/n64chain

A (free) open-source N64 development toolchain.

Primary LanguageCGNU Lesser General Public License v3.0LGPL-3.0

n64chain

This is a Nintendo 64 development toolchain based on GCC that does not depend on any proprietary Nintendo library. Only thing that you need to provide is a 2kb bootcode compatible with your CIC to bootstrap the code. This is not included in n64chain.

The library includes basic OS functionality supporting multi-threading through hardware interrupts on the single MIPS 4300 CPU of the N64. Mainly written in C and MIPS assembly, it is expected to provide a lightweight development environment and thus requires some low-level baby sitting.

Msys2 Build Notes

  1. Download the 64 bit version of msys2 from https://www.msys2.org/
  2. Run mingw64 and execute pacman -Syu(close if required) and then pacman -Su
  3. Install necessary build tools pacman -S --needed base-devel mingw-w64-x86_64-toolchain
  4. Add C:\msys64\mingw64\bin to your system PATH or wherever you installed your libraries.
  5. CD into Tools and then run ./build-win64-toolchain.sh

Building

To build the toolchain, first put your boot code named header.bin on the libn64 folder. Run build-posix64-toolchain.sh in the tools folder on a bash-compatible shell to start building the cross-compiler. Prerequisites are GMP, MPFR and MPC with development headers, build-essential, and bison, which can be installed via apt install build-essential libmpfr-dev libmpc-dev libgmp-dev flex bison on Ubuntu. On Mac, the Xcode command-line tools are also required. The other prerequisites can be installed via the homebrew package manager like so brew install mpfr isl libmpc gmp flex bison && brew link bison --force.

There is also a Windows compatible version build-win64-toolchain.sh that still requires a UNIX-like environment to run.

After the custom GCC build is completed, you should be able to build the helloworld example by running make inside helloworld folder or with make -C helloworld on project root. This will also build the libn64 dependency on the project root. When it is complete you should have a .z64 rom image ready to be run on a Nintendo 64. The same procedure applies for the rdpdemo and threadtest examples.

Basic N64 architecture

The N64 have a main MIPS4300 processor and a MIPS-like coprocessor called the Reality Co-processor (RCP). These two share the RDMEM, albeit not sharing a common data bus (instead through DMA controllers and instructions). RCP has two major sub-units namely the Reality Signal Processor (RSP) and Reality Display Processor (RDP).

Although use-case is dependent on the developer RSP, having an additional vector co-processor, is generally used for processing 3D transformations and audio processing via microcodes (a program written with a subset of MIPS instructions) and RDP is used for rasterizing the final image directly onto a display buffer. The latter uses custom 64-bit 'commands' that instruct RDP to do various pixel manipulations. Using these resources in a balance is key to write performant applications on N64.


● **Task details**
Restate word for word the lines below that run from the one holding "Image is 680x505 pixels." through the one holding "Image is 644x301 pixels.", inclusive. Pictures don't belong in the copy.

● **Data under study**
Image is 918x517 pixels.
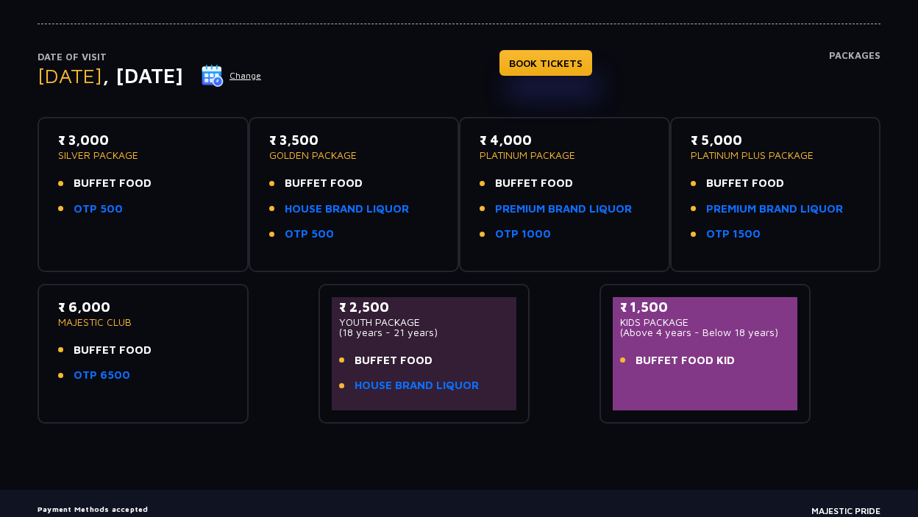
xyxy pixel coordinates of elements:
p: Date of Visit [37,50,262,65]
span: , [DATE] [102,63,183,87]
span: BUFFET FOOD KID [635,352,735,369]
span: BUFFET FOOD [495,175,573,192]
a: BOOK TICKETS [499,50,592,76]
a: OTP 1500 [706,226,760,243]
p: ₹ 2,500 [339,297,509,317]
span: BUFFET FOOD [354,352,432,369]
h4: Packages [829,50,880,103]
a: OTP 6500 [74,367,130,384]
a: PREMIUM BRAND LIQUOR [706,201,843,218]
a: OTP 500 [74,201,123,218]
p: KIDS PACKAGE [620,317,790,327]
span: BUFFET FOOD [74,175,151,192]
a: OTP 500 [285,226,334,243]
h5: Payment Methods accepted [37,504,292,513]
span: [DATE] [37,63,102,87]
p: ₹ 5,000 [690,130,860,150]
a: OTP 1000 [495,226,551,243]
p: (18 years - 21 years) [339,327,509,337]
p: ₹ 4,000 [479,130,649,150]
a: HOUSE BRAND LIQUOR [354,377,479,394]
p: SILVER PACKAGE [58,150,228,160]
p: ₹ 1,500 [620,297,790,317]
span: BUFFET FOOD [285,175,362,192]
span: BUFFET FOOD [706,175,784,192]
a: HOUSE BRAND LIQUOR [285,201,409,218]
p: GOLDEN PACKAGE [269,150,439,160]
button: Change [201,64,262,87]
p: MAJESTIC CLUB [58,317,228,327]
p: ₹ 3,000 [58,130,228,150]
span: BUFFET FOOD [74,342,151,359]
p: YOUTH PACKAGE [339,317,509,327]
a: PREMIUM BRAND LIQUOR [495,201,632,218]
p: ₹ 3,500 [269,130,439,150]
p: PLATINUM PACKAGE [479,150,649,160]
p: (Above 4 years - Below 18 years) [620,327,790,337]
p: ₹ 6,000 [58,297,228,317]
p: PLATINUM PLUS PACKAGE [690,150,860,160]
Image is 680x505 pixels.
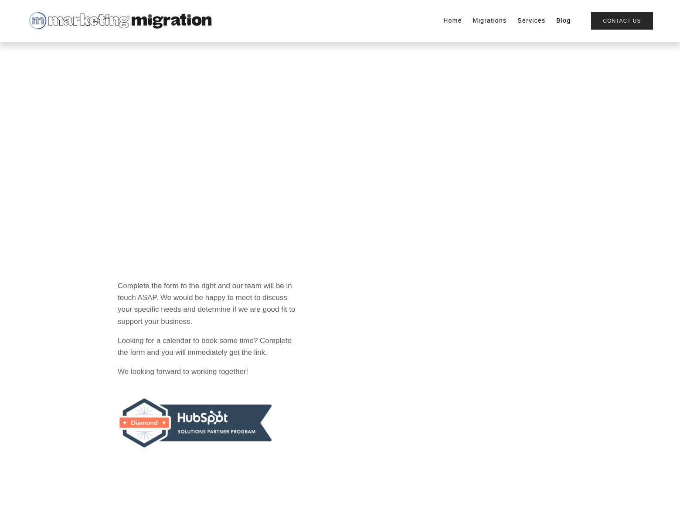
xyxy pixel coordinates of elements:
p: We looking forward to working together! [118,366,300,378]
p: Complete the form to the right and our team will be in touch ASAP. We would be happy to meet to d... [118,280,300,328]
p: Looking for a calendar to book some time? Complete the form and you will immediately get the link. [118,335,300,359]
a: Home [443,15,462,27]
a: Blog [556,15,570,27]
img: Marketing Migration [27,10,212,31]
a: Contact Us [591,12,652,30]
span: CONTACT US! [286,136,393,154]
a: Migrations [473,15,507,27]
a: Services [517,15,545,27]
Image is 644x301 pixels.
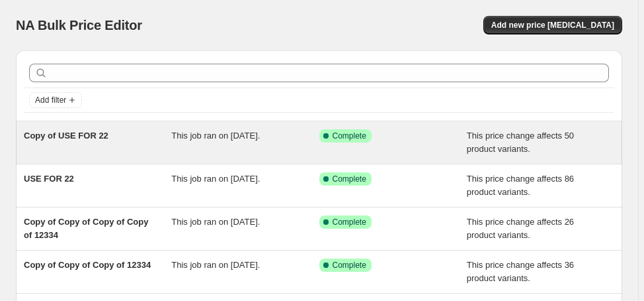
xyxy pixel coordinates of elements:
[35,95,66,105] span: Add filter
[491,20,614,31] span: Add new price [MEDICAL_DATA]
[333,217,366,227] span: Complete
[23,260,151,269] span: Copy of Copy of Copy of 12334
[171,260,260,269] span: This job ran on [DATE].
[467,173,574,197] span: This price change affects 86 product variants.
[23,217,148,240] span: Copy of Copy of Copy of Copy of 12334
[171,173,260,184] span: This job ran on [DATE].
[467,217,574,240] span: This price change affects 26 product variants.
[16,18,142,32] span: NA Bulk Price Editor
[333,260,366,270] span: Complete
[333,130,366,141] span: Complete
[171,217,260,227] span: This job ran on [DATE].
[467,130,574,154] span: This price change affects 50 product variants.
[23,173,74,184] span: USE FOR 22
[483,16,622,35] button: Add new price [MEDICAL_DATA]
[29,92,82,108] button: Add filter
[467,260,574,283] span: This price change affects 36 product variants.
[333,173,366,184] span: Complete
[23,130,108,141] span: Copy of USE FOR 22
[171,130,260,141] span: This job ran on [DATE].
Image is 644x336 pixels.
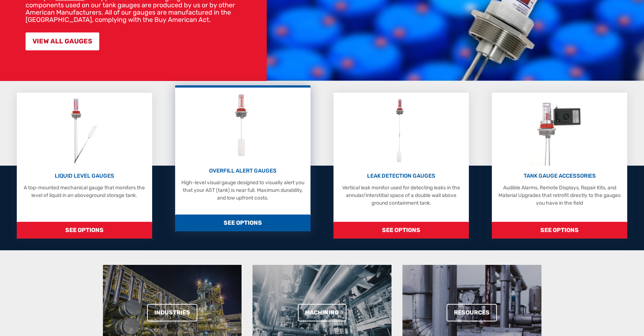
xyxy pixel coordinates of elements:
[227,91,259,161] img: Overfill Alert Gauges
[20,172,149,180] p: LIQUID LEVEL GAUGES
[337,184,465,207] p: Vertical leak monitor used for detecting leaks in the annular/interstitial space of a double wall...
[298,304,346,322] a: Machining
[179,167,307,175] p: OVERFILL ALERT GAUGES
[17,222,152,239] span: SEE OPTIONS
[496,172,624,180] p: TANK GAUGE ACCESSORIES
[496,184,624,207] p: Audible Alarms, Remote Displays, Repair Kits, and Material Upgrades that retrofit directly to the...
[65,96,104,166] img: Liquid Level Gauges
[387,96,416,166] img: Leak Detection Gauges
[175,214,311,231] span: SEE OPTIONS
[447,304,497,322] a: Resources
[175,86,311,231] a: Overfill Alert Gauges OVERFILL ALERT GAUGES High-level visual gauge designed to visually alert yo...
[20,184,149,200] p: A top-mounted mechanical gauge that monitors the level of liquid in an aboveground storage tank.
[25,32,99,50] a: VIEW ALL GAUGES
[492,222,627,239] span: SEE OPTIONS
[147,304,198,322] a: Industries
[333,222,469,239] span: SEE OPTIONS
[333,93,469,239] a: Leak Detection Gauges LEAK DETECTION GAUGES Vertical leak monitor used for detecting leaks in the...
[492,93,627,239] a: Tank Gauge Accessories TANK GAUGE ACCESSORIES Audible Alarms, Remote Displays, Repair Kits, and M...
[17,93,152,239] a: Liquid Level Gauges LIQUID LEVEL GAUGES A top-mounted mechanical gauge that monitors the level of...
[337,172,465,180] p: LEAK DETECTION GAUGES
[179,179,307,202] p: High-level visual gauge designed to visually alert you that your AST (tank) is near full. Maximum...
[531,96,589,166] img: Tank Gauge Accessories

● **Answer box**
Image is 680x505 pixels.
xyxy pixel coordinates of elements:
p: We looking forward to working together! [118,366,300,378]
p: Complete the form to the right and our team will be in touch ASAP. We would be happy to meet to d... [118,280,300,328]
p: Looking for a calendar to book some time? Complete the form and you will immediately get the link. [118,335,300,359]
a: Home [443,15,462,27]
a: Blog [556,15,570,27]
img: Marketing Migration [27,10,212,31]
a: Contact Us [591,12,652,30]
span: CONTACT US! [286,136,393,154]
a: Migrations [473,15,507,27]
a: Services [517,15,545,27]
Image is 644x301 pixels.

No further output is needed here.